Frequently Asked Questions
- Financial software requires regulatory compliance architecture (PCI DSS, GLBA, SOX, DORA), immutable audit trails for every transaction, field-level encryption for PII and financial data, and integration with certified financial data providers (Plaid, Stripe, banking APIs). These are architectural decisions made early — retrofitting compliance into a non-compliant codebase costs 3-5x building it correctly from the start.
- Key US regulations: GLBA (Gramm-Leach-Bliley Act) for companies offering financial products to consumers; PCI DSS v4.0 for any card payment processing (effective March 2025); SOX for public company financial reporting systems; BSA/AML for transaction monitoring and suspicious activity reporting. State-level regulations (New York DFS Part 500, California CCPA) add additional requirements for data security and consumer privacy.
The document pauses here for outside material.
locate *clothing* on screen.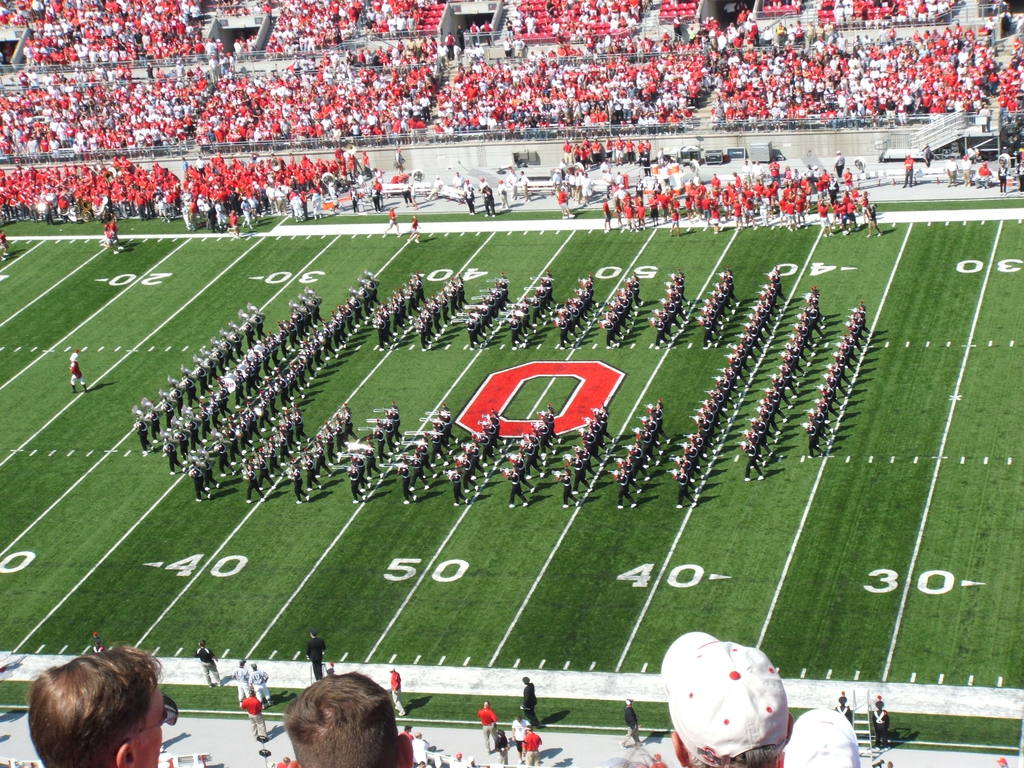
On screen at 428/175/445/198.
- Financial software development costs range from $80,000-$200,000 for a compliant payment processing integration or lending origination MVP, to $500,000-$2,000,000+ for a full core banking platform or regulated trading system. Compliance architecture, security review, penetration testing, and regulatory documentation add 20-35% to standard development cost estimates.
- PostgreSQL is the dominant production choice for financial data — ACID compliant, well-supported, and proven at scale (Stripe, Robinhood, and most major fintechs run PostgreSQL). For transaction ledgers, event-sourced architectures (immutable append-only event log, current state derived from replaying events) provide the complete tamper-evident audit trail required by financial regulators.